The story of how piped clean water came to the village is a much simpler one than the saga of the sewers.
There was no public piped water supply in the village until well after World War I. There were two public hand pumps to supply the whole village – one in the square, and another at the bottom of William Street. Unless you had your own private well (which a few lucky properties had) every single drop of water you used, for cooking, washing etc., had to be hand pumped and carried back to your house. And this for a population of roughly 700!

This clipping appeared in the Newry Telegraph in 1890, reporting on a meeting of the Newry Board of Guardians.
On 28th November 1923, a special Urban District Council meeting was held in Tandragee to discuss the feasibility of using McCourt’s Lake to supply fresh water to Tandragee. But no mention was made of supplying Poyntzpass, which was much closer to the lake – less than a mile from it!
1920s – McCourt’s Lake
Then the penny dropped; in October 1924, the Clerk of Newry No. 2 RDC wrote to Tandragee Council to ask if the proposed water supply from McCourt’s Lake could be shared with Poyntzpass. In December 1925, a surveyor reported that the water was of excellent quality, was drinkable even without being filtered through sand, and contained 135 days’ supply at an extraction rate of 100,000 gallons per day.
All of the necessary work must have been done in the next few years, as in December 1928 the Portadown Times reported that the Clerk of Newry No. 2 RDC had written to a Mr Little of Poyntzpass “thanking him for his generous action in connection with the providing of a first-class water supply”.
But James Clowney of Acton commented that:
“…the inhabitants of Poyntzpass were delighted that a pure water supply had been provided [but]…as the times were very bad the inhabitants of the village were not willing to go to the expense of taking water into their private houses”.
The world was on the verge of the Great Depression.
1960s – We Want Better Water
However, in October 1960, the Poyntzpass Ratepayers’ Council wrote to Newry No. 2 RDC to complain about the “putrid and unreliable water supply to the village from McCourt’s Lake” and to demand that the village should instead be connected to the supply from the Spelga reservoir in the Mourne Mountains. Even in the 1960s, many people in the village still used the pumps and carried home water to be used purely for drinking, because of the bad taste of the mains water from McCourt’s Lake.
Some older Poyntzpass residents may remember the cast-iron water hydrant about half-way up William Street on the right. It went by the magnificent name of Glenfield & Kennedy’s anti-freezing, self-closing Lion Mascaron Pillar Fountain (!) and it had a platform for a bucket to sit on while it was being filled.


### What this task involves
Copy all lines below exactly as written. Leave pictures out.

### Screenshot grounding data
■ ■ ■ ■ ■

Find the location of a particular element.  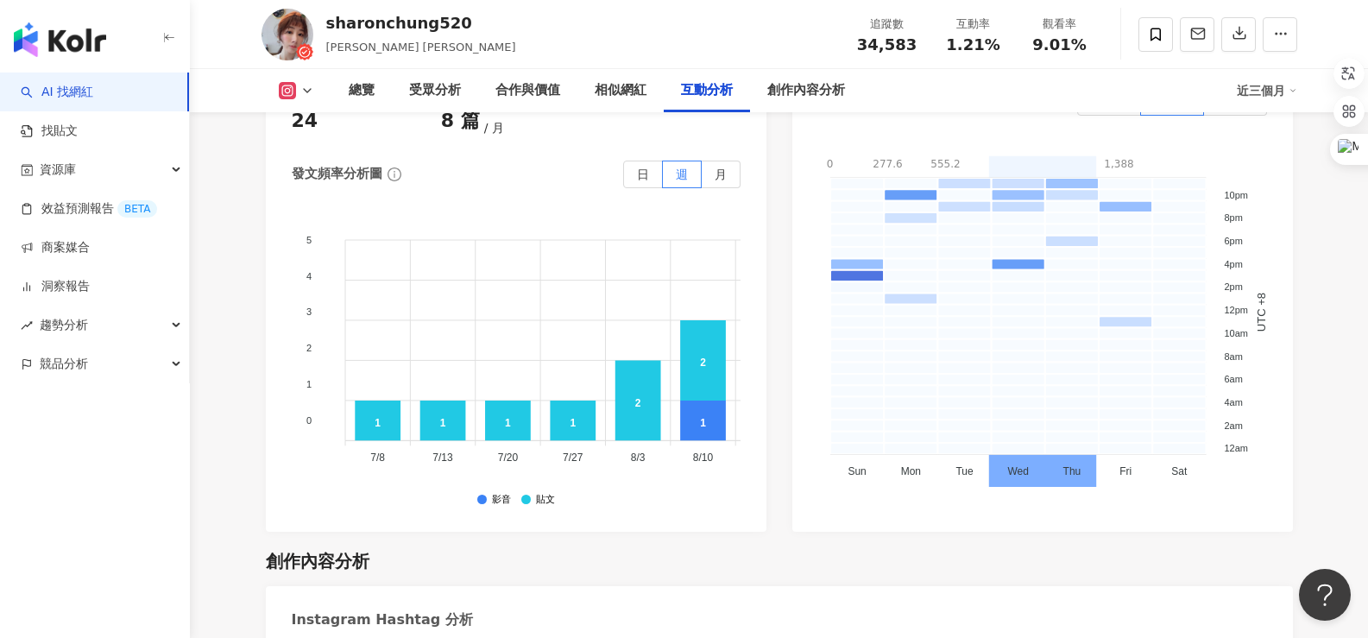

a: 找貼文 is located at coordinates (49, 131).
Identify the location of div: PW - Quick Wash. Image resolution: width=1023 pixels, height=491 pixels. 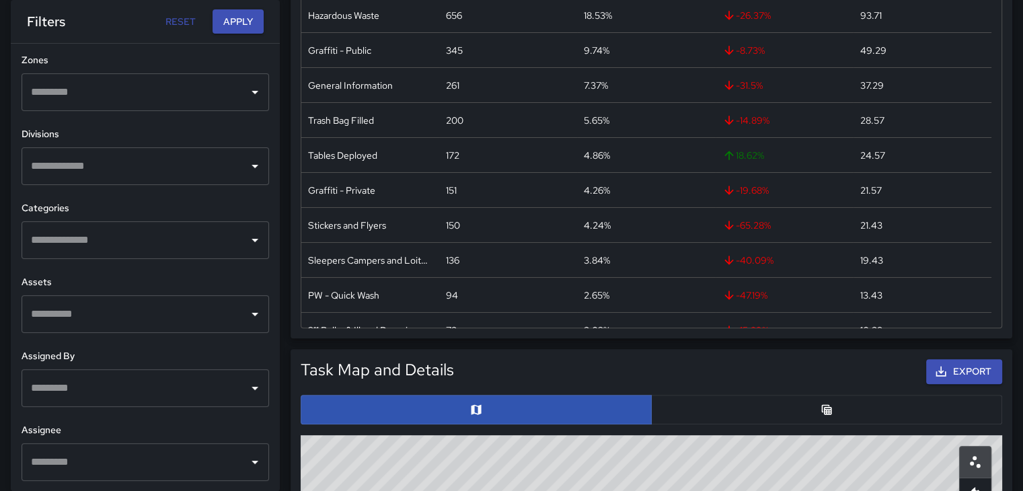
(344, 295).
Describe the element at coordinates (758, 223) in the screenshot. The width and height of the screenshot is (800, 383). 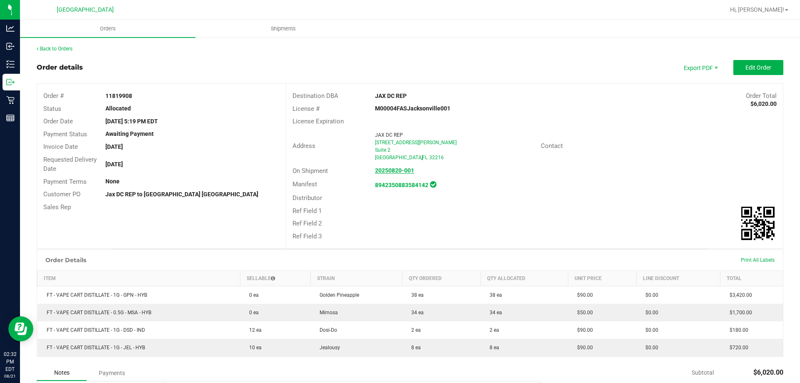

■ ■ ■ ■ ■

### Written response
Find the location of a particular element.  

a: 找貼文 is located at coordinates (49, 131).
Identify the location of div: PW - Quick Wash. Image resolution: width=1023 pixels, height=491 pixels. 
(344, 295).
Describe the element at coordinates (758, 223) in the screenshot. The width and height of the screenshot is (800, 383). 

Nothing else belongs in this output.